Tuesday, January 12, 2016

Fam-i-ly indeed


I have never had a brother or sister. Never had that sort of closeness that comes with a sibling in the household, for good or bad. I was an only child, adopted by my parents. I never knew my birth mother or father, nor will I ever know them. That came with baggage that I've lived with for more than six decades.
Twenty years ago when I went all in with Jesus, I became intimately aware of what family is. To me, life with Jesus means life with all those who have given their lives to him. To me, life with Jesus means life with the family of God -- which means you and I are brothers and/or sisters. That's who we are. Ironically enough, it is the shed blood of Jesus of Nazareth that makes non-blood relatives connected as if they were indeed blood relatives.
So it is with great joy that I accept what the scriptures tell me about the family tree. Hey, just the fact I have a family tree blows me away (for the good). Through Christ I have brothers, sisters, cousins, etc.
The Bible says:" In Christ’s family there can be no division into Jew and non-Jew, slave and free, male and female. Among us you are all equal. That is, we are all in a common relationship with Jesus Christ. Also, since you are Christ’s family, then you are Abraham’s famous “descendant,” heirs according to the covenant promises."
Man alive that smacks of greatness.
No division into Jew and Gentile; no slave and free -- which is a real division; no male versus female. 
The scriptures tell me without quibble or fuss that all of us are equal. 
Equal.
No difference. Not even big brother versus little sister.
No big and small, black and white or shades and hues in between. That's the Lord's way of saying, through the goodness of equality, that we dance the same dance, sing the same song, pray the same prayer, and most especially love the same loving manner. We are together. That's the best part of the worst part of us all. We can put down the fuss and pick up the things that connect us.
The best?
We are together. The best of who we are, of what we are, is connected by a thread we know best as the Holy Spirit. That simple fact means we can understand and relate not because we're such nice new models right off the assembly line. It means God created us, buffed us to a righteous shine, and sent us out of the plant -- equal but unique. Each and ever one of us.

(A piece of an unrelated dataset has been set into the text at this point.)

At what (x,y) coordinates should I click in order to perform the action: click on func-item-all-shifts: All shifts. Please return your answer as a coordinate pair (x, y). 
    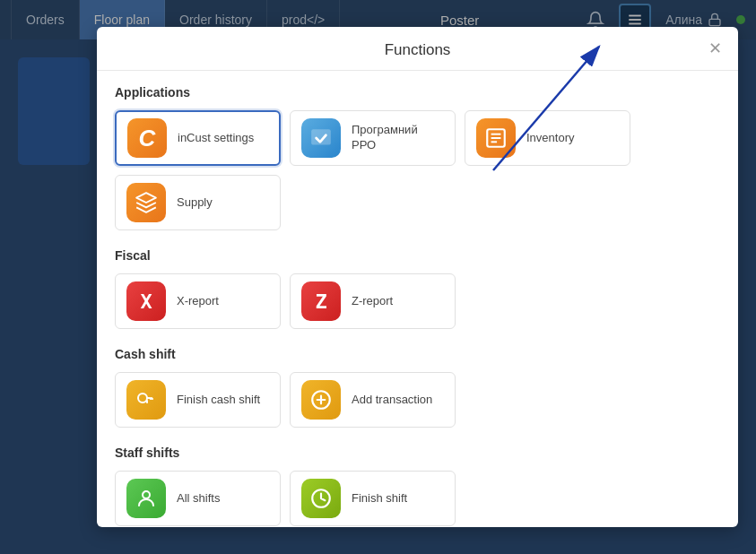
    Looking at the image, I should click on (197, 498).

Reminds me of a quick little story about family. A couple adopted their son, Eric, from Korea. When he was 5-years-old, they were having lunch at a restaurant, and Eric made conversation with a boy at the next table. At one point, the boy asked Eric, "why don't you look like your mom?" He answered "Cause she's a girl."
When my dad died in 1989, my immediate supervisor at The Clarion-Ledger in Jackson, Miss., Rick Cleveland, came to the funeral home in Meridian, Miss., to support Mary and I. My mother was standing at the open casket when Rick, who had never met her, tried to engage her in small talk. He said, "I'm so sorry for your loss." My mother, Delores, acknowledged with the niceness of the moment with a thin smile. Rick said, "Your husband and Billy look quite a bit alike." My mother's grin grew bigger as she said, "Billy is adopted." Nothing more. Nothing less.
Rick smiled as the silence thickened as wide as redwoods, and he slowly backed away because he had nothing left to say.
Though there was no real similarity in appearance, because of life experiences shared (and not some piece of paper), my dad and I were family. We were family, whether our blood and our DNA said so or not. 
Seems to me that in the long run, Jesus says we ARE family whether our blood says so or not. We are the family of Christ. 
We are God's children, period. Done. Finished.
That is true without question, and it is not dependent on what we do or even who we are. It is dependent on who we are in Christ. God's children. We are sons and daughters who are loved by our Heavenly Father in a reckless, wild, crazy love the likes of which we will never fully understand or have a comparison with on this planet. No matter what we do or where we go, God the Father is waiting for us to come home, waiting to love on his ragamuffin kids, waiting to lay a juicy smooch on our cheeks, waiting to hear how our day, week, month, lifetime went or is going.  And the great thing is He loves us equally. Long, long before Thomas Jefferson ever wrote a word about equality, God had already nailed it.
Friends, we are all equal, male and female, without the smidgen of prejudice that exists in all of us that tries to tell us we are better than so-and-so. 
No. Never true. Equals long for that home in which we all rest peacefully
We are fam-i-ly as the song goes. The fam-i-ly of God himself. Like Key-Lime pie, it gets no better than that.